“Please!” the girl piped up. “Please, we can work. We’ll do dishes, or the sweeping.”
Mrs. Snout peered closely at them. The little girl was wearing a coat that, although worn and threadbare in places, looked as though it might once have been expensive, and she was carrying a large, polished wooden box. Outside, it was gray and gloomy and dark. The streets were very still. “How did you get here?” Mrs. Snout asked suspiciously. “And where are you coming from?”
Again, the small, pale children exchanged glances. Mrs. Snout could not put her finger on it—no, she couldn’t say for certain—but she almost had the impression that both of them paused momentarily, as though listening to the wind.
And indeed, both Will and Liesl had been waiting while Po said, “I don’t see the harm in telling her.”
“We came from Cloverstown,” the boy said after a moment. “We came by, um, coach.”
“Then you must have some money,” Mrs. Snout said. “Coaches aren’t free.”
“We—we used it up,” the boy stuttered. He seemed to be growing desperate.
Mrs. Snout nodded to the box in the girl’s arms. “And what’s that, eh? You won’t pretend you’re carting around an empty jewelry box. What do you have? Out with it.” Behind her, something clattered to the floor: The black-haired man had dropped his spoon.
The girl clutched the box tightly to her chest. “Nothing!” she said emphatically. “There is nothing at all inside.”
“I cannot help you if you will not be honest with me.” Mrs. Snout again started to close the door.
“Please!” Will stuck his foot in the door just as Mrs. Snout was swinging it shut, to prevent it from closing all the way. He was exhausted and freezing; his clothes were damp; the long and bumpy ride in the cart had left his legs numb. “We’ll stay only one night. In the morning we head west, beyond the hills.”
“Maybe you know it,” Liesl put in eagerly. “We’re going to the Red House.”
The door, which was open only a small crack, barely enough to admit Will’s foot, swung open a little wider. Mrs. Snout’s mood shifted.
“The Red House, hmmm?” She looked Will and Liesl over more closely, and seemed to come to a decision. “Wait here.”
Then she disappeared into the house. Liesl got a quick view of an ugly, black-haired man staring intently at her from a room farther into the house before the door clicked shut in her face.
They waited. Po asked, “What’s taking her so long?” and flitted about impatiently, but neither Liesl nor Will had the energy to answer.
Then Mrs. Snout was back. She was carrying two hot potatoes wrapped in a tea towel.
“Here,” she said, passing the potatoes to Will, who felt tears of gratitude spring to his eyes. He had to blink them away quickly, so Liesl would not see. “I can’t let you have a room if you’ve got no money to pay. But the barn around back will be warm and dry. You can sleep there tonight.”
“Thank you,” Liesl said fervently. The smell of the potato made her stomach growl.
“Mmmm,” Mrs. Snout grunted. Again she watched them closely, through narrow eyes. “The walk to the Red House is long. Do you know the way?”
“I—I think I’ll remember,” Liesl said. Will thought she sounded uncertain.
“You will come to a green house after you’ve climbed the foothills,” Mrs. Snout said. “That is Evergreen Manor. You must stop there. Tell Mrs. Evergreen I sent you. She will give you food and water and point you in the right direction.”
Liesl would have hugged Mrs. Snout, except that Mrs. Snout did not seem like the kind of person who liked to be hugged. So instead she just said, “Thank you,” once again.
“Mmmm.” Mrs. Snout jerked her chin in the direction of the barn. “Now go on with you. It’s late and you should be sleeping.” And with that she shut the door again. This time Will and Liesl heard the latch sliding into place.
The black-haired man was not in the dining room when Mrs. Snout returned to it. He had left his bowl sitting in a small pool of spilled soup. She shook her head. No manners. Well, at least he had gone to bed. It made her distinctly uncomfortable to have him hanging around. His very presence gave her an itchy, evaluated feeling, as though every time he looked at her he was only trying to determine how much he could get for prying out her fillings and selling them, or chopping her body into neat cuts of meat for the butcher.
Mrs. Snout passed into the kitchen, where her half-blind assistant was squatting in the corner playing with a ball of string, like a cat.
“You,” Mrs. Snout said, and the boy scrambled to his feet. One eye blinked guiltily at her. The other was a mere hole, a bit of scratched skin. Mrs. Snout never got used to looking at it. Instead she focused on the tip of his nose.
“You are to take Benny”—that was the mule, a skinny, bad-tempered thing—“and ride at once to Evergreen Manor.”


WHAT YOU SHOULD DO: Extract each line of the records below that contains the word "abdomen".

Entries from a visual dataset:
===============

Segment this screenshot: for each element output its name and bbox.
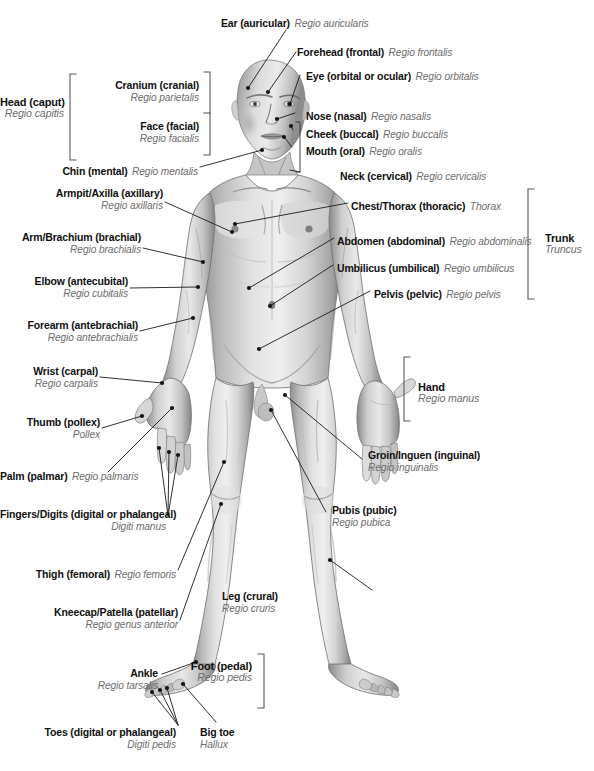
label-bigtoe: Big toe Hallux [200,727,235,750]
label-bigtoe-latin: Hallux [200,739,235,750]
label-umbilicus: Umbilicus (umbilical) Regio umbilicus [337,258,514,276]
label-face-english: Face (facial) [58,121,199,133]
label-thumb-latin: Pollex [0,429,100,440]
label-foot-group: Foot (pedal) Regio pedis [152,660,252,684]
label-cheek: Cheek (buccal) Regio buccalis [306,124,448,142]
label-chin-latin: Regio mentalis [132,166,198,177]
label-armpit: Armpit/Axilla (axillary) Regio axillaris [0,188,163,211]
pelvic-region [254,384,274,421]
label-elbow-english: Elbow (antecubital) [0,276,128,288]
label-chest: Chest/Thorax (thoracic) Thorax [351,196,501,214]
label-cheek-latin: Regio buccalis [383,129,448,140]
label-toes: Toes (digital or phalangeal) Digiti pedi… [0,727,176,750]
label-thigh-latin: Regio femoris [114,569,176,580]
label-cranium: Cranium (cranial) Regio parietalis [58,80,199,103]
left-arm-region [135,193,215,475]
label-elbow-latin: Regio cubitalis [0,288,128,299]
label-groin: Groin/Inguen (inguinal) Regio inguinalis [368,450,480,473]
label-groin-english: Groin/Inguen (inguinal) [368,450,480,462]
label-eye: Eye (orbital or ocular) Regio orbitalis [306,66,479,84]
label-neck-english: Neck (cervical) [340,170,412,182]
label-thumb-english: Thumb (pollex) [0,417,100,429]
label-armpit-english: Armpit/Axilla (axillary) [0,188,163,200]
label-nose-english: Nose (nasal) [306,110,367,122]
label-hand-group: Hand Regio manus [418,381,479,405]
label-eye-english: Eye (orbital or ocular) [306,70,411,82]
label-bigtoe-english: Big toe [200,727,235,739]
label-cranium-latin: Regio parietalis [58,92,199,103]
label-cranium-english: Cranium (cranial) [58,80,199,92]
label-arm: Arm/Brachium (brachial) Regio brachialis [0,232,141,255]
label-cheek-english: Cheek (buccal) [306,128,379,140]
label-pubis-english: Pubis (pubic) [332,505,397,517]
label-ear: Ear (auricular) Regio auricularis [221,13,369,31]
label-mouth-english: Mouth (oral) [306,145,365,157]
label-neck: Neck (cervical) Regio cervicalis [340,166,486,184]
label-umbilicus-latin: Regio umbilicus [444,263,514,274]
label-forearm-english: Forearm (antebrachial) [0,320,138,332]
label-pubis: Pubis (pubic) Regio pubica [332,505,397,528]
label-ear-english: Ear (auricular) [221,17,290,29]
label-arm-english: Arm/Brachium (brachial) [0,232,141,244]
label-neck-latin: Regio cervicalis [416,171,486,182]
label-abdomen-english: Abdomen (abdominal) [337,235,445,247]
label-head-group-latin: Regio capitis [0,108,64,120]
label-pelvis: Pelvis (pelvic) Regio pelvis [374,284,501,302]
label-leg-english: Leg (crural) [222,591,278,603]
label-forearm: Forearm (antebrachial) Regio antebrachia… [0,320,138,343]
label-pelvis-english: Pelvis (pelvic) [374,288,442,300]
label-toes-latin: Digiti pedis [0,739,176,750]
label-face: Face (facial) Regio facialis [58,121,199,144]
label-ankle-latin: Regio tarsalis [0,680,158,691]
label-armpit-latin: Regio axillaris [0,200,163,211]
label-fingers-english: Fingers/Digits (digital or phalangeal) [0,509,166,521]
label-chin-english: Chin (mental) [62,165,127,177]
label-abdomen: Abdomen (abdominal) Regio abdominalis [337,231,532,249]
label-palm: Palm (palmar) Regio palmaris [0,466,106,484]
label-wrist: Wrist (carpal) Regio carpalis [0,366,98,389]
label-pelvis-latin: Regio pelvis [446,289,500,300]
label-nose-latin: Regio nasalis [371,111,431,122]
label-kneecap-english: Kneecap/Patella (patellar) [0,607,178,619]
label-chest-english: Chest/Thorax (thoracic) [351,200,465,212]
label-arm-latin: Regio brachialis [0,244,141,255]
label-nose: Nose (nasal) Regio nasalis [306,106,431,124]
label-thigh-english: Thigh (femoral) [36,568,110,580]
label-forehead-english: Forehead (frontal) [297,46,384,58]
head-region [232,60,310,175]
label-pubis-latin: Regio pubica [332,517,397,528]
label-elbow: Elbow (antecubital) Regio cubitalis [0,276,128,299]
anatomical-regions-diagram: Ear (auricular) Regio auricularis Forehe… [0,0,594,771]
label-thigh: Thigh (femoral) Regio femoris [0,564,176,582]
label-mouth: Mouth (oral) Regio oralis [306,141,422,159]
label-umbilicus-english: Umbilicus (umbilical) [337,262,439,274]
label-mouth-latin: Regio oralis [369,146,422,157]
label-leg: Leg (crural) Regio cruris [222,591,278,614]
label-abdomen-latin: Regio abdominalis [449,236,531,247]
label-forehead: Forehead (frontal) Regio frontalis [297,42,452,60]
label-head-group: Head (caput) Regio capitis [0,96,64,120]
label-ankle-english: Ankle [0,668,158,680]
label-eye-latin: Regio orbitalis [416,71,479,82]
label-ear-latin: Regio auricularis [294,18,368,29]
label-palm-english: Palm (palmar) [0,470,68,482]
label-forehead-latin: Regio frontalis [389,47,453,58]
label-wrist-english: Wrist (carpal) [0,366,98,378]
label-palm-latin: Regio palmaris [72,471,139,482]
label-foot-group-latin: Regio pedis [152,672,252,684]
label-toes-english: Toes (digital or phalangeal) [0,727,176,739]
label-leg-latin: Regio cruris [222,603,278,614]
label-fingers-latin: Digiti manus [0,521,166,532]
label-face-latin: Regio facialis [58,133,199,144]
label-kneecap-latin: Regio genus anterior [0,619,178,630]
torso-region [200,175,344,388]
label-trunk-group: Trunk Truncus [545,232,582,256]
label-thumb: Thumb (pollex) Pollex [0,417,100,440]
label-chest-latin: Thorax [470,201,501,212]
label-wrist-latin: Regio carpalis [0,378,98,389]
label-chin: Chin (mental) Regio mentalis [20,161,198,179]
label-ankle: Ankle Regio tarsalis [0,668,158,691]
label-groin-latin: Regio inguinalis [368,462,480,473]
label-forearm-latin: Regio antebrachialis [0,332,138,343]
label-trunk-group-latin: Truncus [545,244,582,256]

===============

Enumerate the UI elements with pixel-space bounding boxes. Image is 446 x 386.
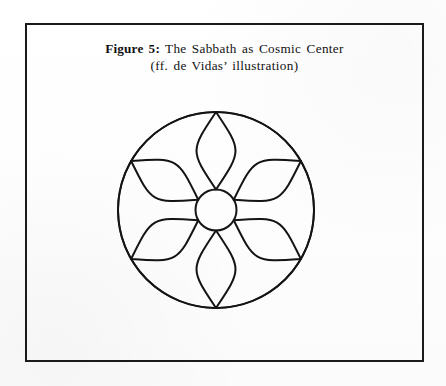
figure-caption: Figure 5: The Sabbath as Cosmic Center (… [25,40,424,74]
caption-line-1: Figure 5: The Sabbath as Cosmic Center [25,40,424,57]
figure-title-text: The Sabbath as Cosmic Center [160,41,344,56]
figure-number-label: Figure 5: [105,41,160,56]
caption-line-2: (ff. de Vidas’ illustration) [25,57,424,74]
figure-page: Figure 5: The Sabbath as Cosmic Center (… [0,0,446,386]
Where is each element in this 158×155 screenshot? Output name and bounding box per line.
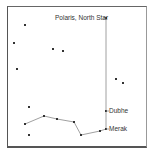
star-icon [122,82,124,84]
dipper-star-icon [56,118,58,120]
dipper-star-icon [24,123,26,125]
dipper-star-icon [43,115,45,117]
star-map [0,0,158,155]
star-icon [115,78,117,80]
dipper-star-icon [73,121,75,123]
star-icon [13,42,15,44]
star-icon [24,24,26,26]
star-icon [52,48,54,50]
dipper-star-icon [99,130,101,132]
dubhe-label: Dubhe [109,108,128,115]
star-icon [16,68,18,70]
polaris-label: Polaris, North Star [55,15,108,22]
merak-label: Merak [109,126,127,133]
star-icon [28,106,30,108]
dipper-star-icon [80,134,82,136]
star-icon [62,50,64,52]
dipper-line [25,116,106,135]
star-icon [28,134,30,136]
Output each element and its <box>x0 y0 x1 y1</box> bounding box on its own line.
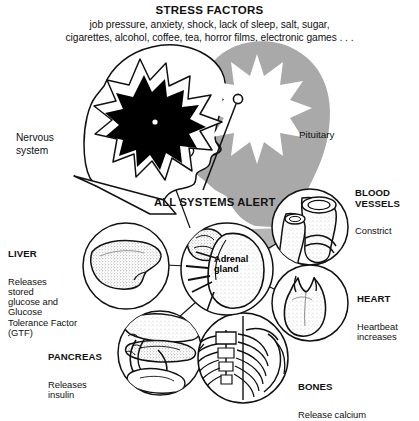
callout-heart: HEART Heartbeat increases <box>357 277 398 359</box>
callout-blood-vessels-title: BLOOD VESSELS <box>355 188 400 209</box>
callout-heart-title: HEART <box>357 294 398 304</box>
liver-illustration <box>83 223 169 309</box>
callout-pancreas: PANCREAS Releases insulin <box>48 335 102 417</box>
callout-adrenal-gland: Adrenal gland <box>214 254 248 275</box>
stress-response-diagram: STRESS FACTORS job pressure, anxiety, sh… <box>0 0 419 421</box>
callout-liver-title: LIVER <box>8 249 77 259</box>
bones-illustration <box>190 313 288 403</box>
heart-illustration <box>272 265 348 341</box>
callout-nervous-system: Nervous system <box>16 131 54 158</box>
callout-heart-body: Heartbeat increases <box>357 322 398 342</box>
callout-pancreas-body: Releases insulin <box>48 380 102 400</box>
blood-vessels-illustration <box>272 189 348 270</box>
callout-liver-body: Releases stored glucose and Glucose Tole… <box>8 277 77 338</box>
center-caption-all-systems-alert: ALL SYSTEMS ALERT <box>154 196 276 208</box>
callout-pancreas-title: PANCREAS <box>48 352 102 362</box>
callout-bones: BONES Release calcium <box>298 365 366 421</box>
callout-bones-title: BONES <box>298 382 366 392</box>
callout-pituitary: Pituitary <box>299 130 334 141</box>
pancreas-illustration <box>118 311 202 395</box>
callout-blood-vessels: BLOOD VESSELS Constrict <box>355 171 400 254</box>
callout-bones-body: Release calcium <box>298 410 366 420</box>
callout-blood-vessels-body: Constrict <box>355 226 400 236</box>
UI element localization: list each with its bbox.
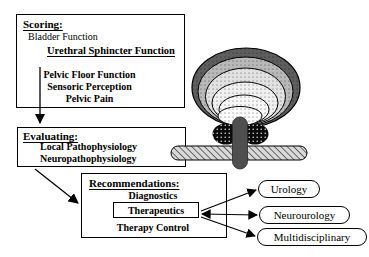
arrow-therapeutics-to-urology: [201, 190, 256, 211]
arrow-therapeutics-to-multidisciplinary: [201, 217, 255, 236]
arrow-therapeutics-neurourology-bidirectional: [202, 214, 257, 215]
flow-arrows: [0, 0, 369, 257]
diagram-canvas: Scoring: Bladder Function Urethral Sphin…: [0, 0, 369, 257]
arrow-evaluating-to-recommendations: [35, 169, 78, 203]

===============

OUTPUT BELOW:
label-abdomen-english: Abdomen (abdominal) [337,235,445,247]
label-abdomen: Abdomen (abdominal) Regio abdominalis [337,231,532,249]
label-abdomen-latin: Regio abdominalis [449,236,531,247]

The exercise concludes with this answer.